Would you please copy the entries exactly, leaving every picture aside?

**Measuring device readout data:**
▬▬▬▬▬▬

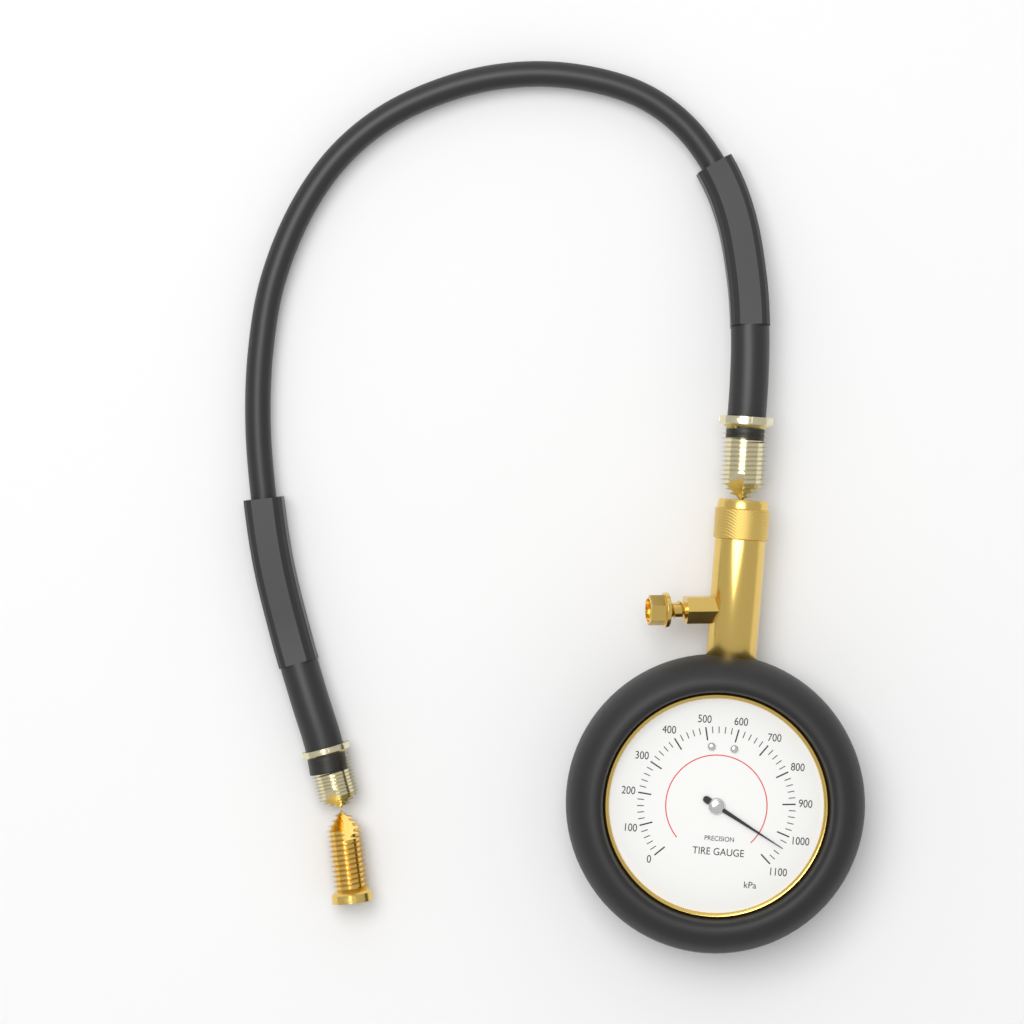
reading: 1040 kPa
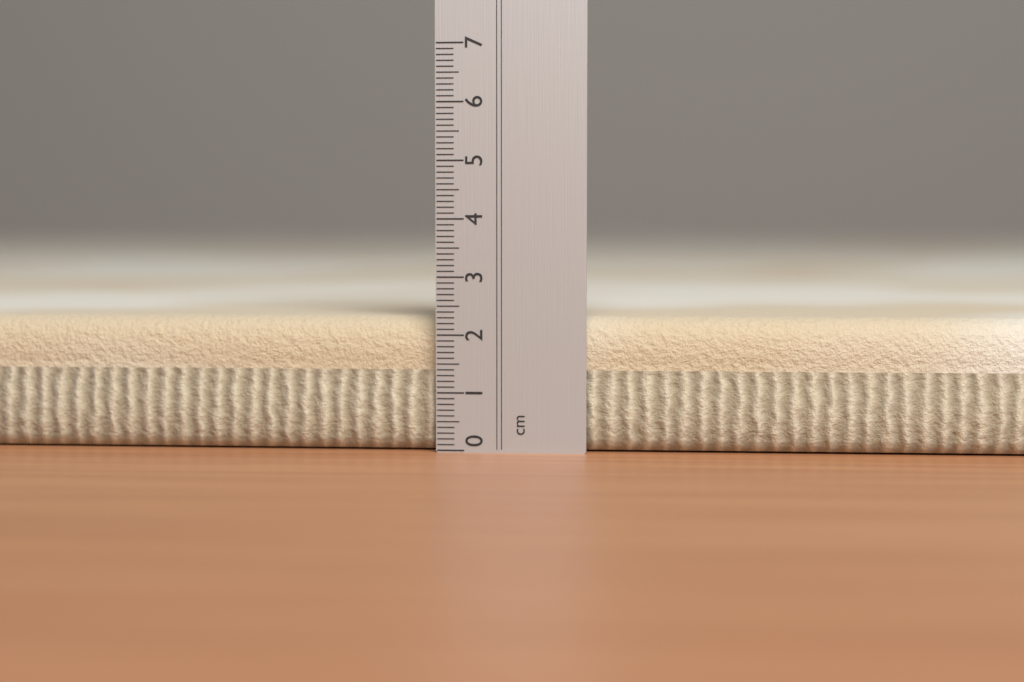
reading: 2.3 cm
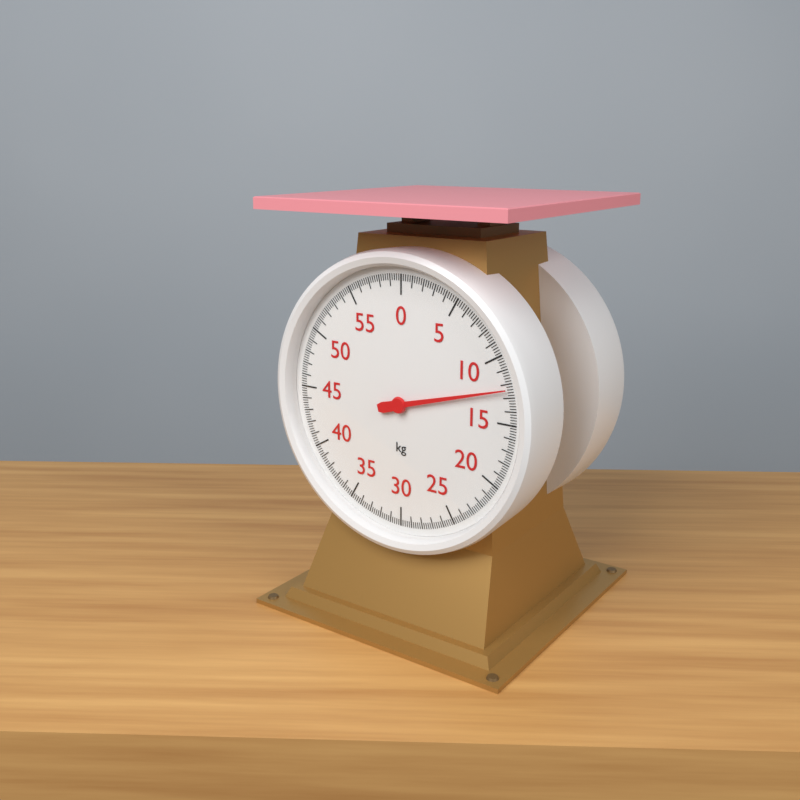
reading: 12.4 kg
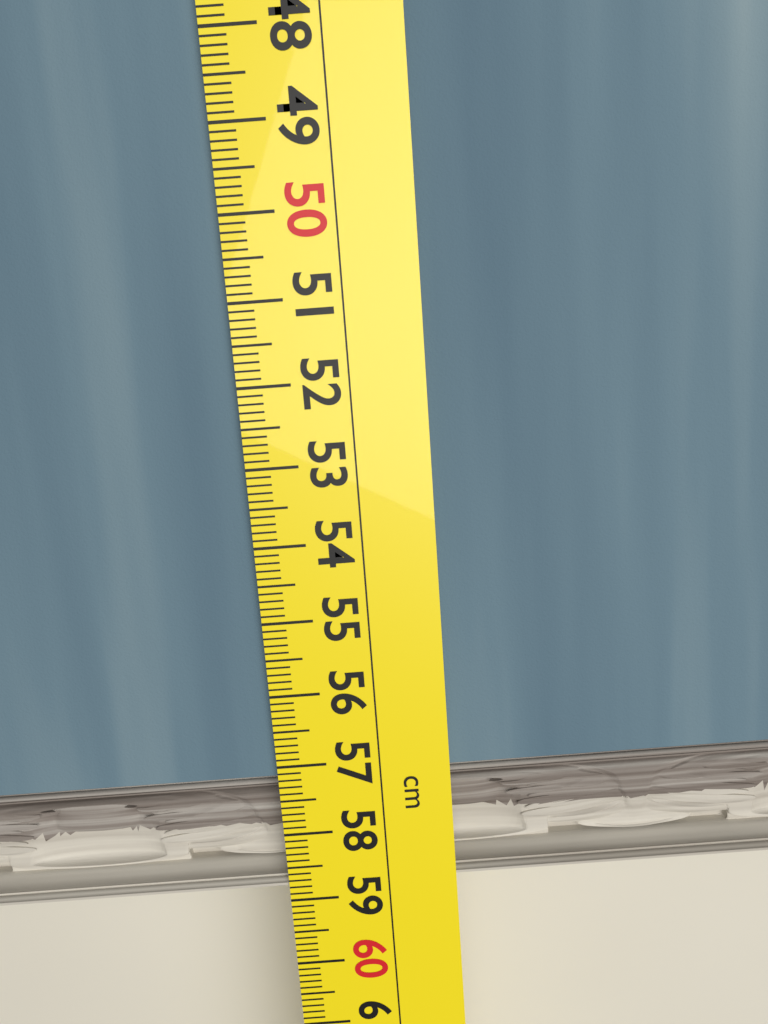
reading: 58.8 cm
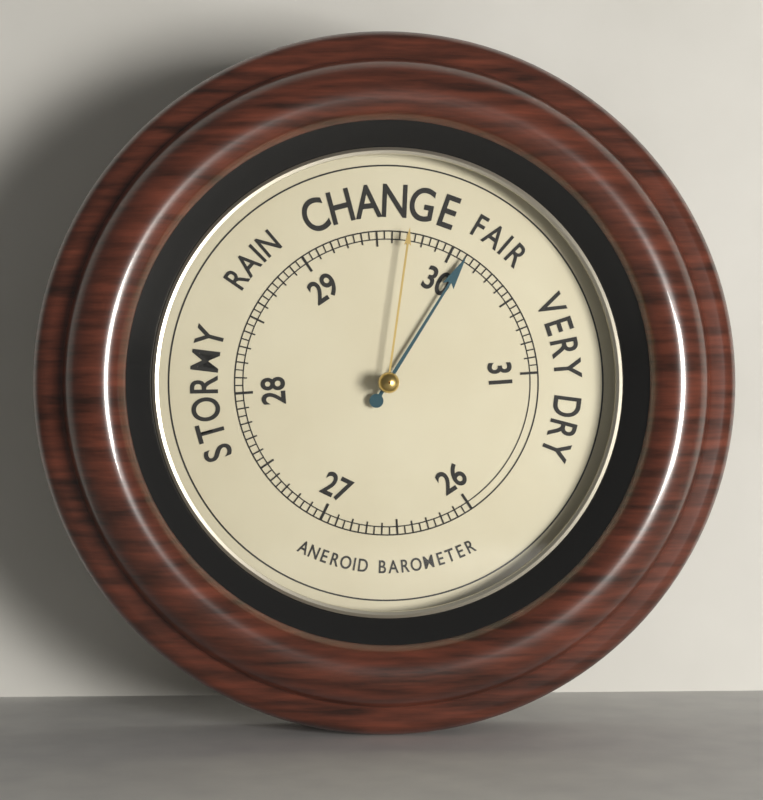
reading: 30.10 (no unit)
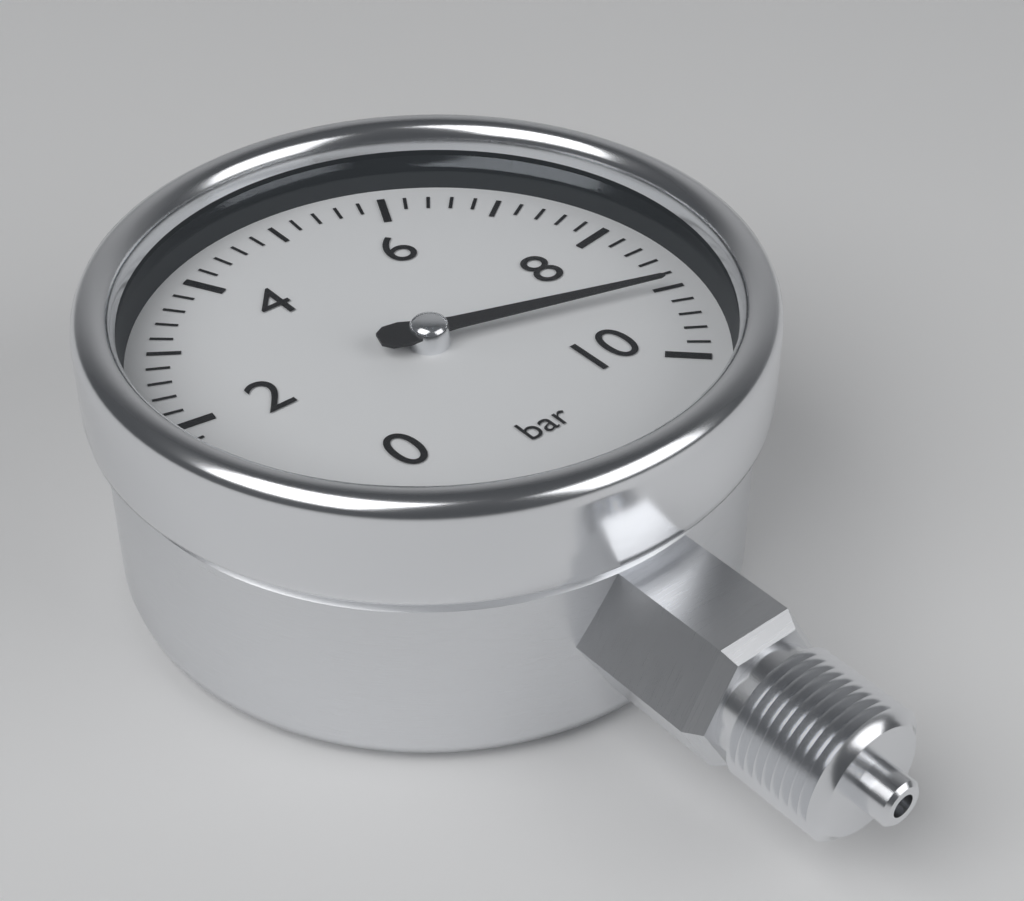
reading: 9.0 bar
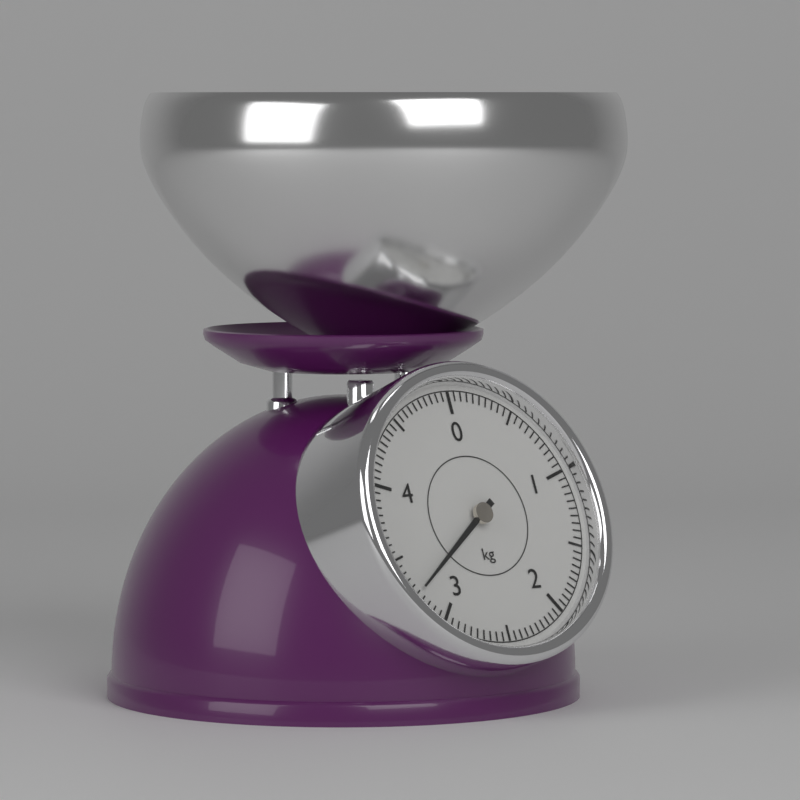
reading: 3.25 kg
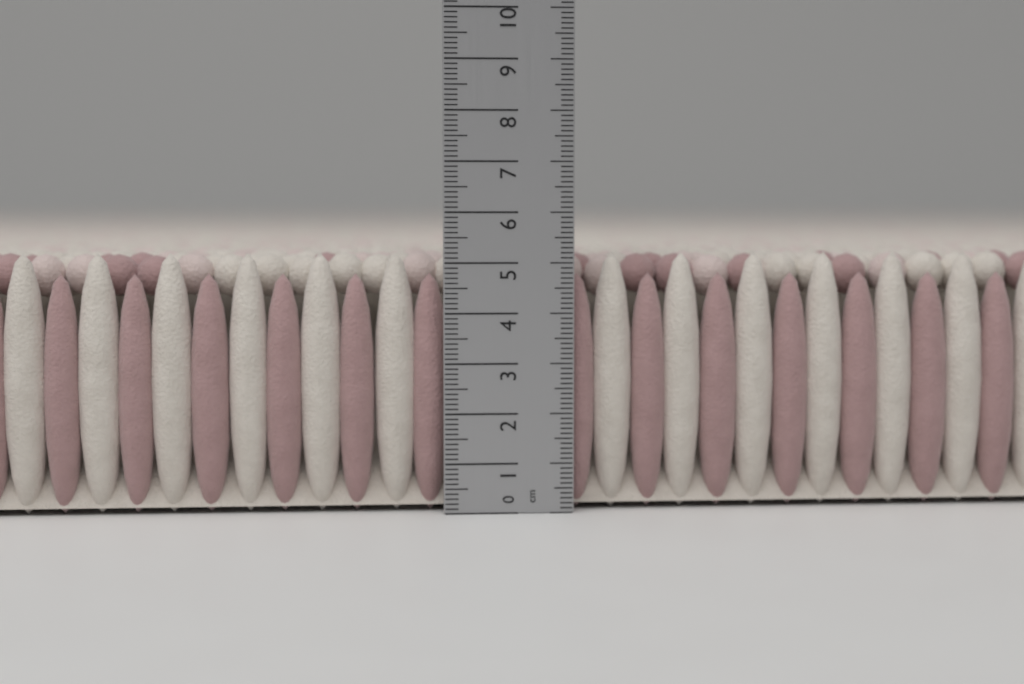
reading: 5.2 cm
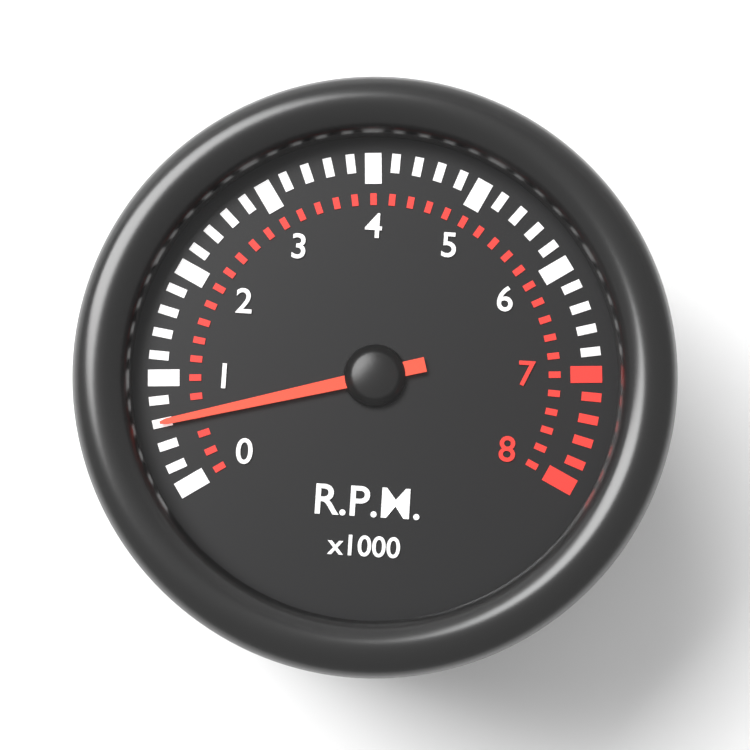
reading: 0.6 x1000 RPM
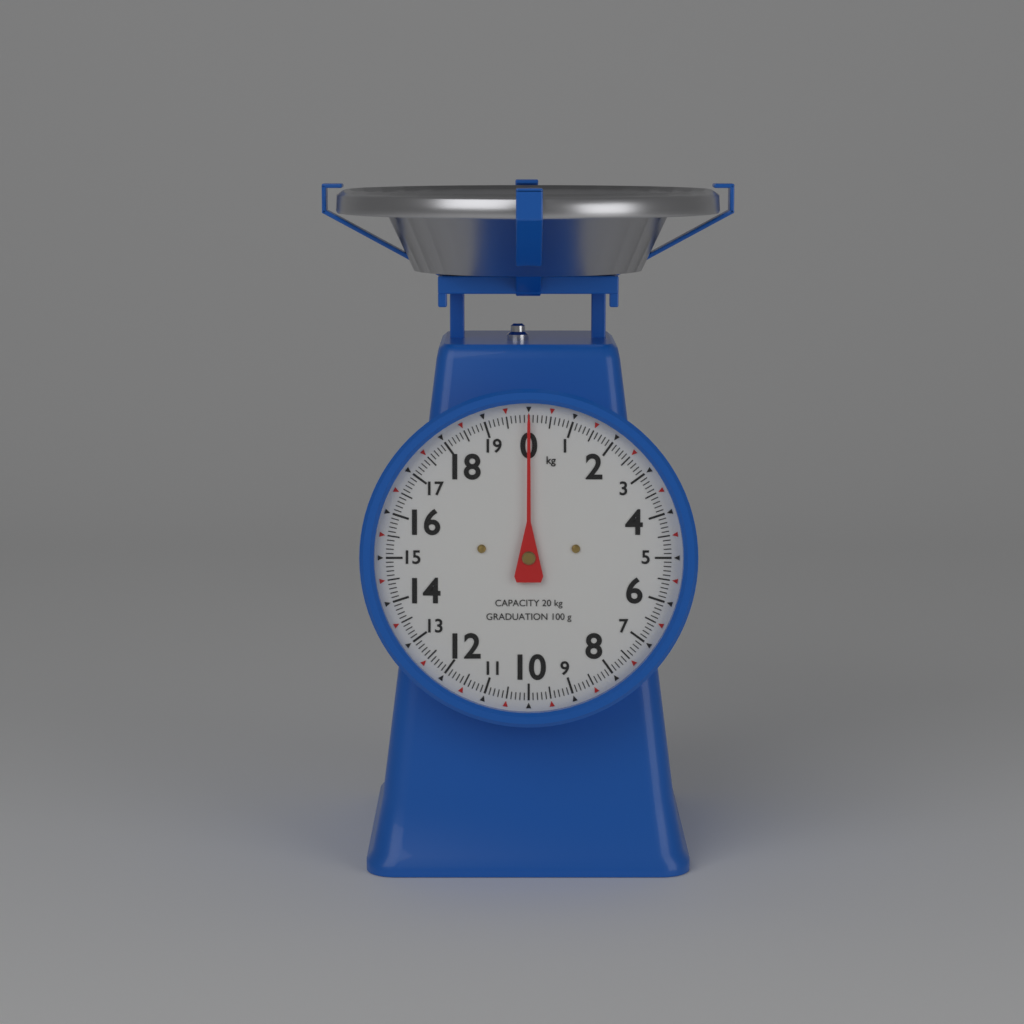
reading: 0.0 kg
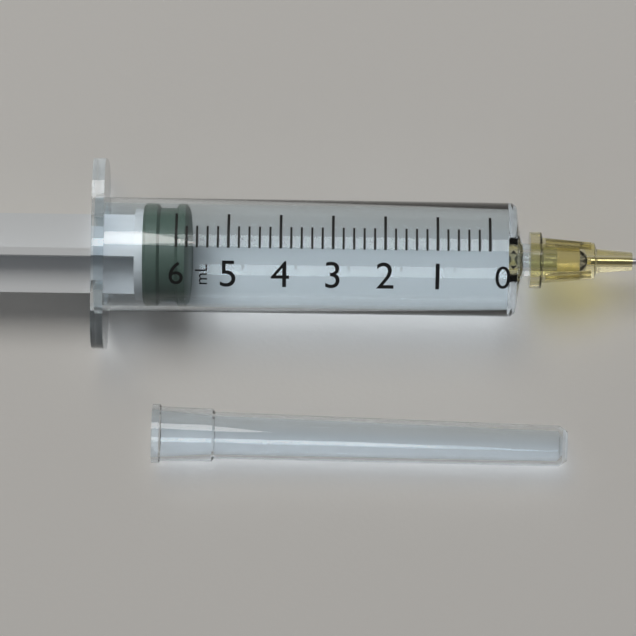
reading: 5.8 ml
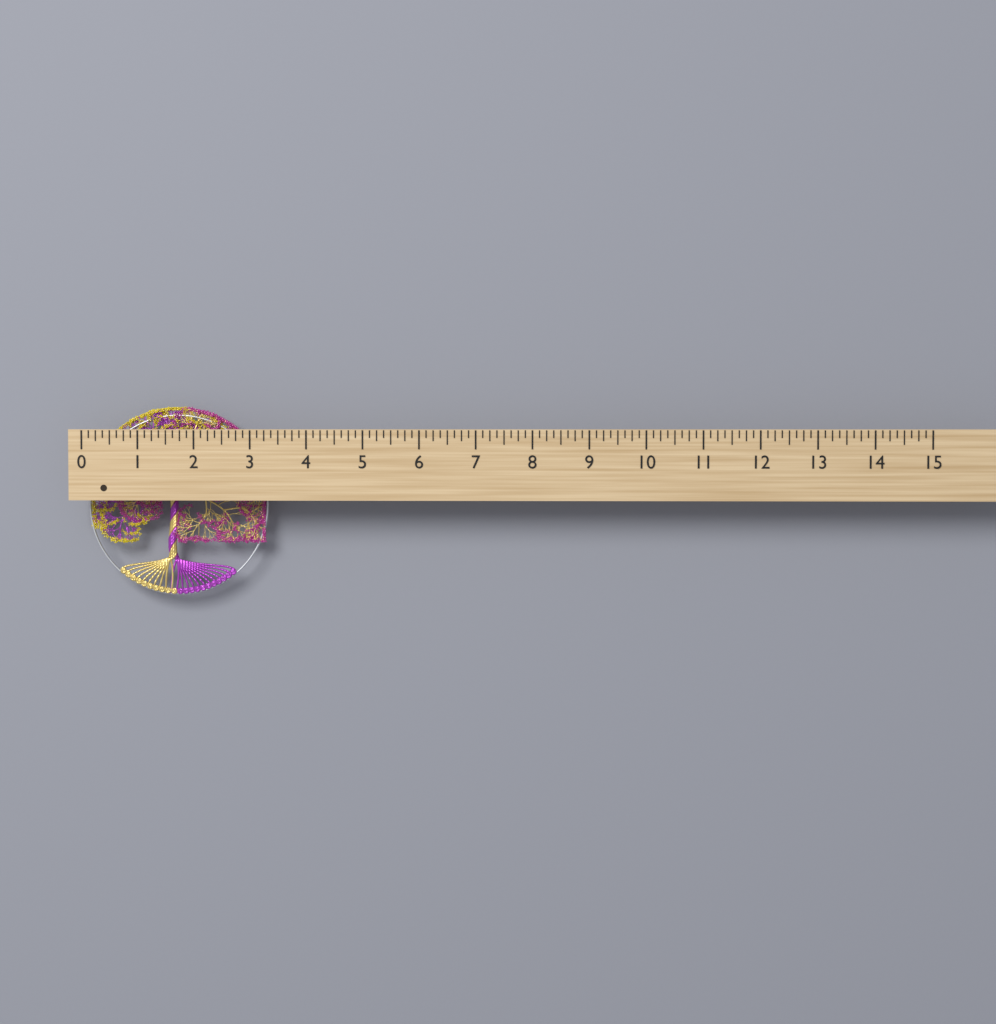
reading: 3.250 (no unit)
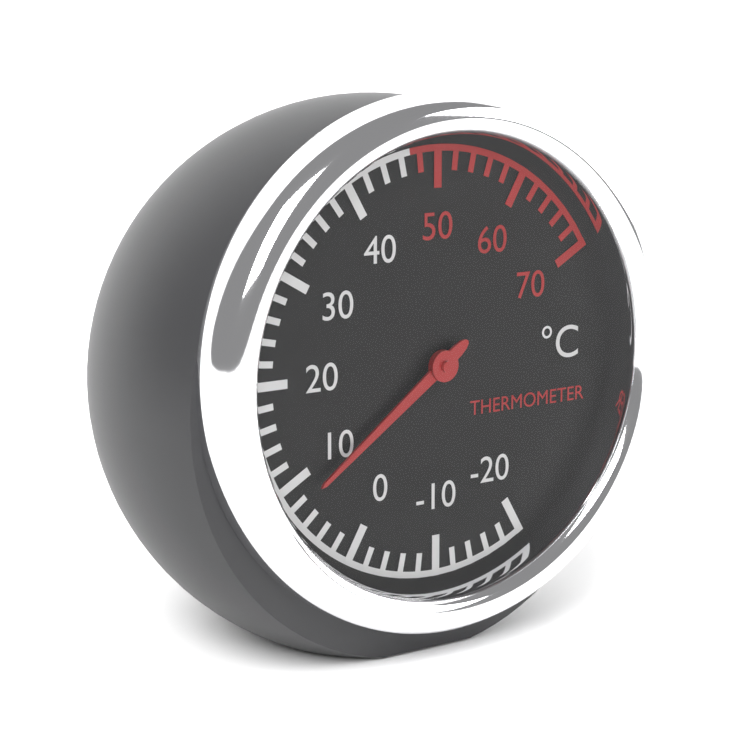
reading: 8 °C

▬▬▬▬▬▬

**Written reply:**
reading: 1040 kPa
reading: 2.3 cm
reading: 12.4 kg
reading: 58.8 cm
reading: 30.10 (no unit)
reading: 9.0 bar
reading: 3.25 kg
reading: 5.2 cm
reading: 0.6 x1000 RPM
reading: 0.0 kg
reading: 5.8 ml
reading: 3.250 (no unit)
reading: 8 °C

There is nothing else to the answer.